Transdisciplinary teachers created a conscious and deliberate effort to rewrite the central idea from a transdisciplinary point of view.

How might we learn more about what lies at the core of a subject by examining it through other disciplines? By discussing various ways to enhance or express a student's understanding of a subject, a group of subject specialist teachers reflected on this unit and agreed on patterns as one way to do this.

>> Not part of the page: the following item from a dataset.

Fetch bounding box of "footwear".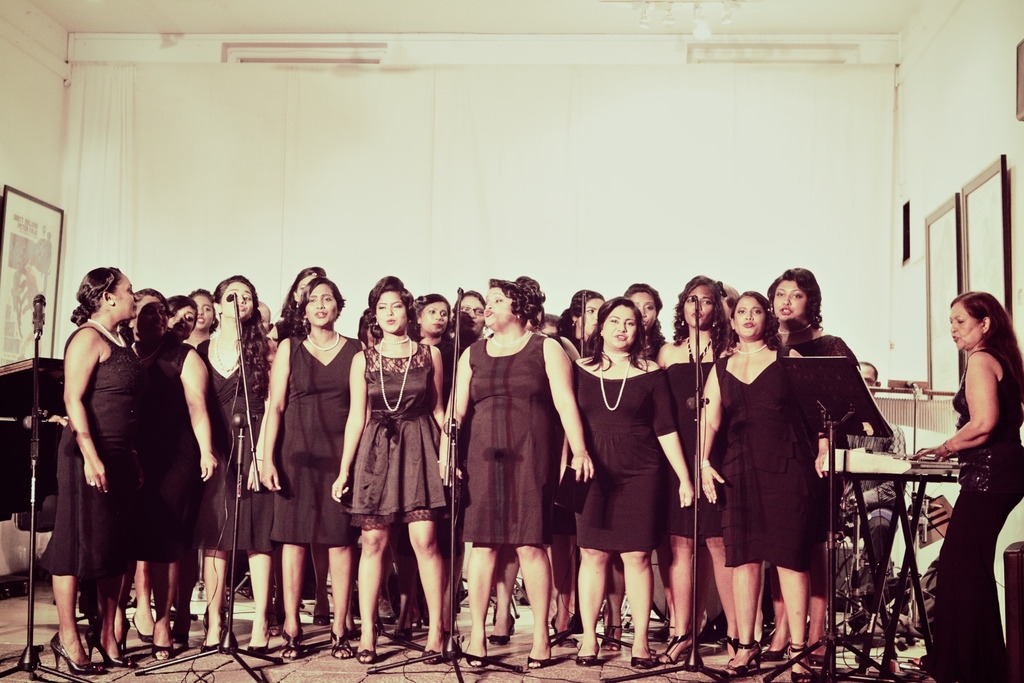
Bbox: (281, 625, 303, 662).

We identified several aspects of conceptual understanding and learning outcomes to be developed within this unit of inquiry through the subject scope and sequence documents. Students can utilize the following approaches to learning skills to develop their inquiry skills: observation, analysis, and communication.

Languages:

Analysis of stories is conducted to determine if patterns are followed, and then created patterns in poetry are identified and evaluated. Poetry is written, and rhymes and patterns are used to spell new words. Students are encouraged to recite poems to improve their listening and speaking skills.

Mathematics:

Students investigate how numbers, shapes, and colours can be increased, decreased, or repeated. To better understand how patterns occur and can repeat in everyday situations, mathematicians explore the laws of patterns.

Science:

Students also examine natural patterns such as spirals, packing, meandering, branching, and explosions. As a result, they develop their observation skills and become more sensitive to living things and the environment.

Social studies:

The following elements are taken into account:

  • Integrating studies of the social sciences, humanities, mathematics, and natural sciences.
  • Transcending the boundaries of single disciplines and being open to integration across and within them.
  • Transcending the boundaries of single disciplines, demanding an integrated study of the sciences and humanities.
  • Striving for greater integration within and across disciplines.

Physical Education:

To further develop their understanding of how critical thinking and teamwork can aid a group in achieving its objectives, students identify, create and apply various attacking and defending patterns in games.

Music:

Students use voice and percussion instruments to create rhythms and melodies. They approach their classmates, responding by keeping the beat to demonstrate how the artist and the audience create a relationship. Assessments determined that students demonstrated an understanding that the creative process is a cooperative one.

Six major concepts

  • An exploration of who we are, our beliefs and values, our physical, mental, social, and spiritual health, and the connections we have with our families, friends, communities, and cultures. We explore rights and responsibilities, and what it means to be human.
  • A comprehensive look at orientations in time and place, personal histories, homes, and journeys, as well as discovery, exploration, and migration of humankind, as well as the relationships among individuals and civilizations from local to global.
  • An investigation into how we discover and express ideas, inquiry into how we express ourselves in ways that reflect on, extend, and enjoy our creativity, as well as our appreciation of the aesthetic; a look into how we express feelings, nature, culture, beliefs, and values.
  • This concept examines the natural world (physical and biological) and human societies; how people apply scientific principles to their lives; and how scientific and technological advances affect society.
  • Study how human-made systems and communities interact, how they organize and function, how societal decisions are made, and how economic activities affect humans and the environment.

A study of the rights and responsibilities associated with limited resources and sharing them with other living things and other people; communities and relationships within and between communities; equal opportunities; and peace and conflict resolution are all explored.